Depends on the area, too.
Someone posted on here today that there were ten people at their Resistance mass today. I wasn't counting, but we probably had forty, maybe more.
And of course, there are priests all across the world. It is certain that there is a significant (though not majority) dissent towards Fellay & Co.
It also depends on what you mean by "the Resistance." If meant just generally to refer to those priests who have left or been expelled from the SSPX (as well as the faithful who have left), it's not like now that they're not affiliated with the SSPX that they just all fall into the same group by the fact.
Those who have left are unified in that they do not want to deal with heretics in Rome. But after that, more division begins. There are disagreements to organization. Should "the Resistance" be worldwide, with a superior general? Or should there be different chapters, governing themselves according to location, each with a provincial head? Or should it be entirely informal, with worldwide mass-circuits? Then of course you have the ecclesiastical differences, as there are sedevacantists, non-sedevacantists, anti-sedevacantists, etc. It seems to me that at least in the American Resistance, sedevacantist priests wouldn't be welcome to join with Fr. Pfeiffer, at least according to Fr's emphatic anti-sedevacantism. In South America, would sedeplenist priests be welcome to aid the sedevacantist priests? And then, of course, since each area is co-ordinated by laypeople (exception in Bostn, KY, I suppose) there are naturally personality conflicts since there isn't even a figurehead of authority in the group.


• _WHAT YOU HAVE TO DO_
In your copy, drop the images and return each record exactly as it stands.

Stored data entries:
§
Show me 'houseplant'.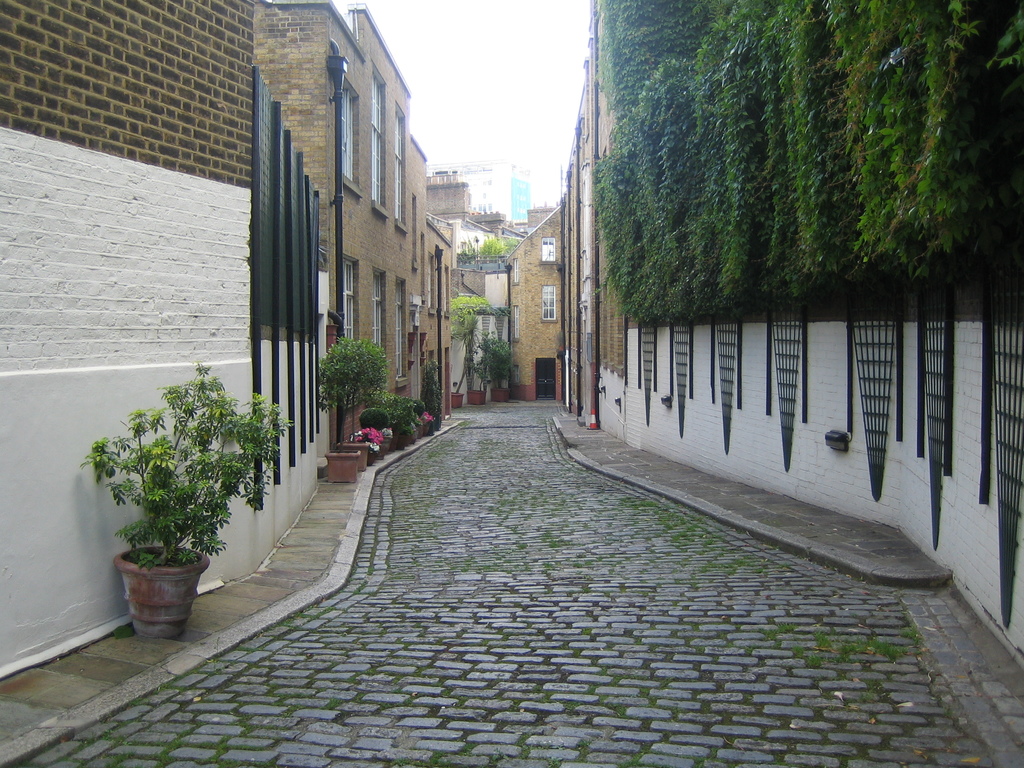
'houseplant' is here: x1=328, y1=334, x2=386, y2=474.
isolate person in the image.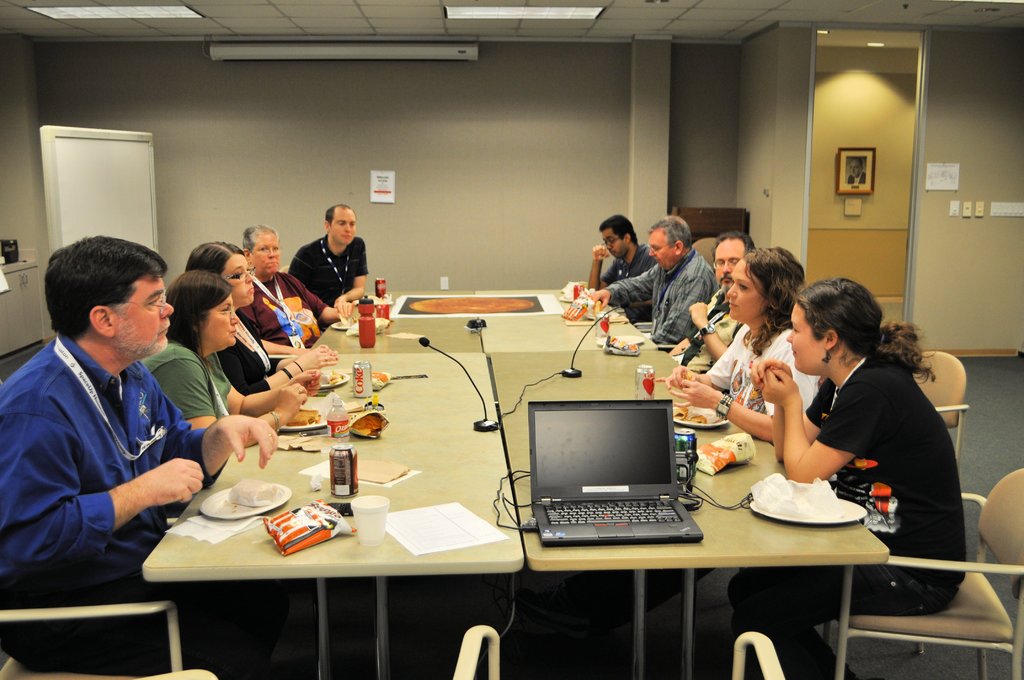
Isolated region: [left=669, top=234, right=753, bottom=373].
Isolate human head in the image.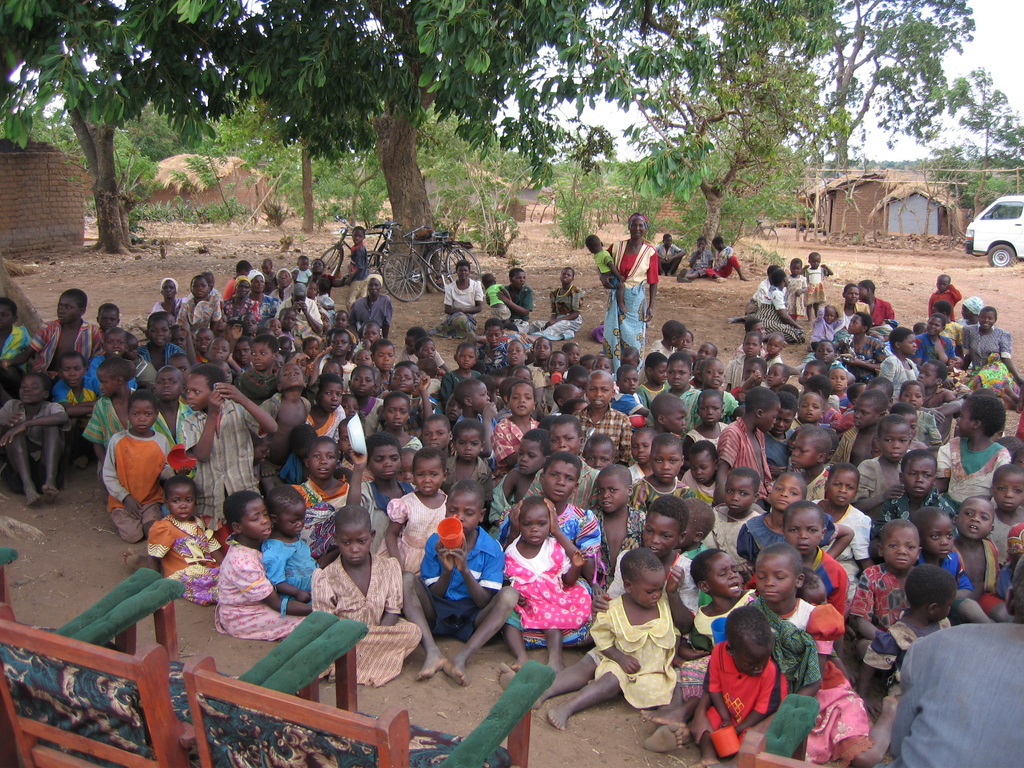
Isolated region: region(154, 365, 183, 409).
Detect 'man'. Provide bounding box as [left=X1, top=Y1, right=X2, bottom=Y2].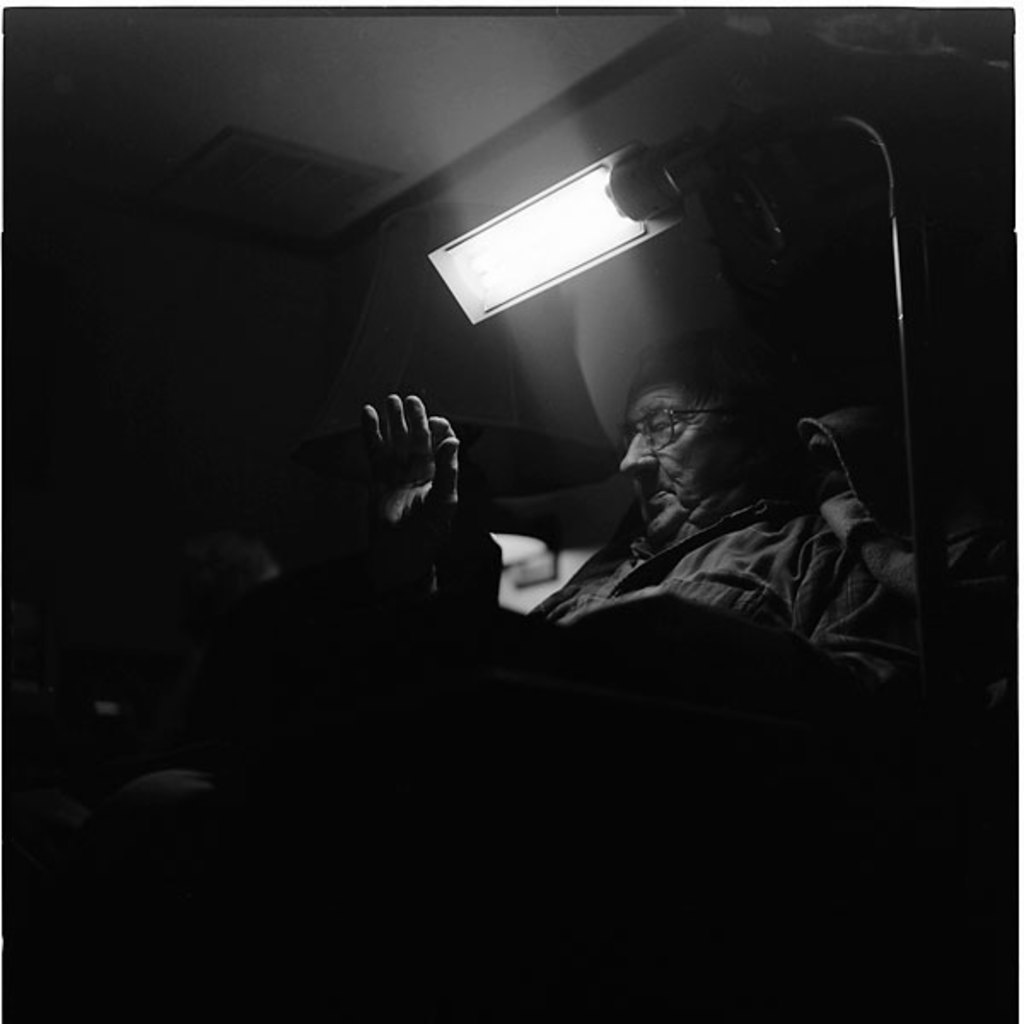
[left=321, top=333, right=928, bottom=695].
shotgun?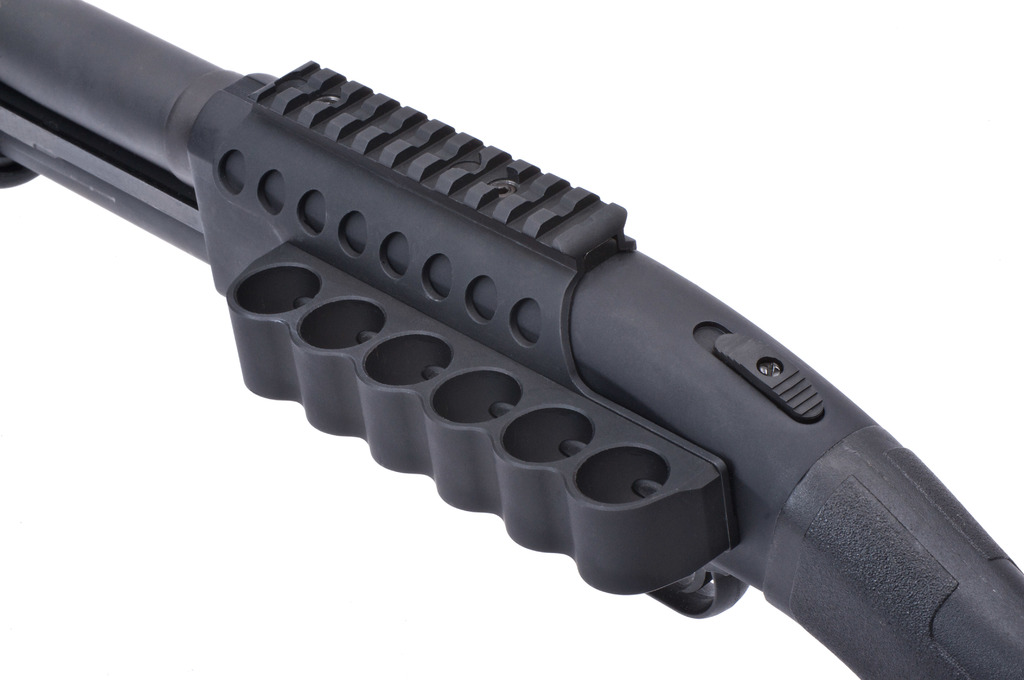
(0,0,1023,679)
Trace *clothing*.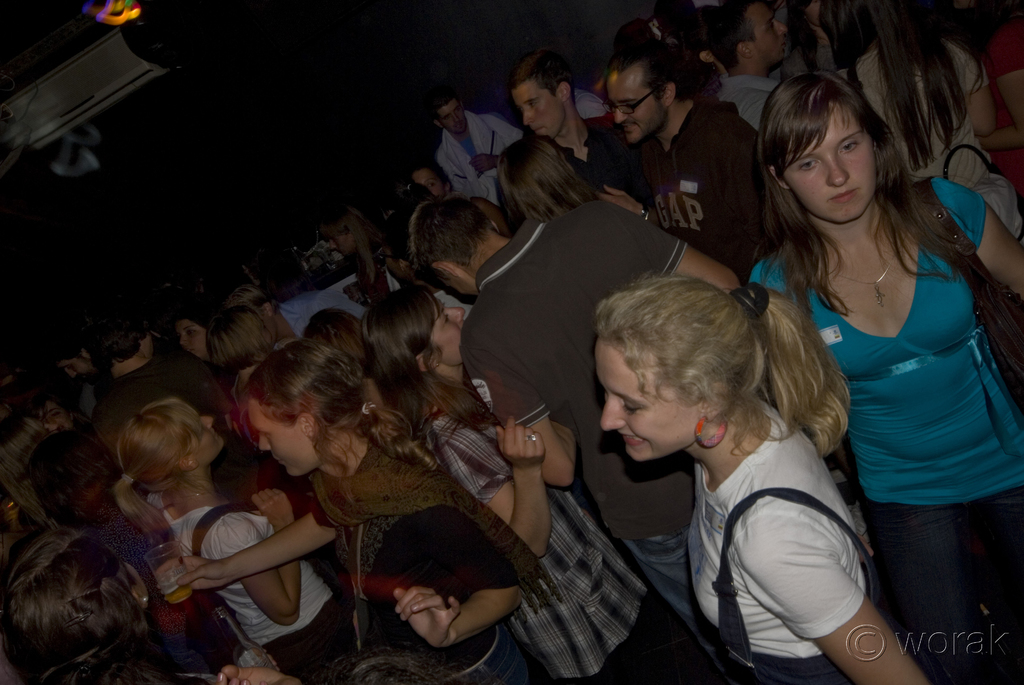
Traced to crop(649, 101, 759, 286).
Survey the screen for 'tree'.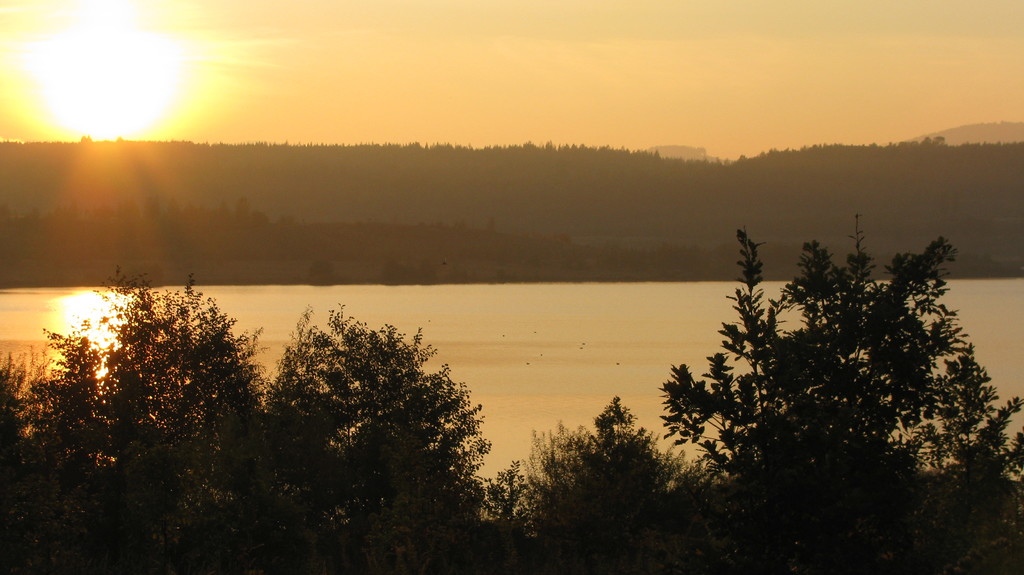
Survey found: left=476, top=476, right=532, bottom=557.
§
• _OUTPUT OF THE EXERCISE_
Show me 'houseplant'.
'houseplant' is here: x1=328, y1=334, x2=386, y2=474.
isolate person in the image.
Isolated region: [left=669, top=234, right=753, bottom=373].
Isolate human head in the image.
Isolated region: region(154, 365, 183, 409).
Detect 'man'. Provide bounding box as [left=X1, top=Y1, right=X2, bottom=Y2].
[left=321, top=333, right=928, bottom=695].
shotgun?
(0,0,1023,679)
Trace *clothing*.
Traced to crop(649, 101, 759, 286).
Survey the screen for 'tree'.
Survey found: left=476, top=476, right=532, bottom=557.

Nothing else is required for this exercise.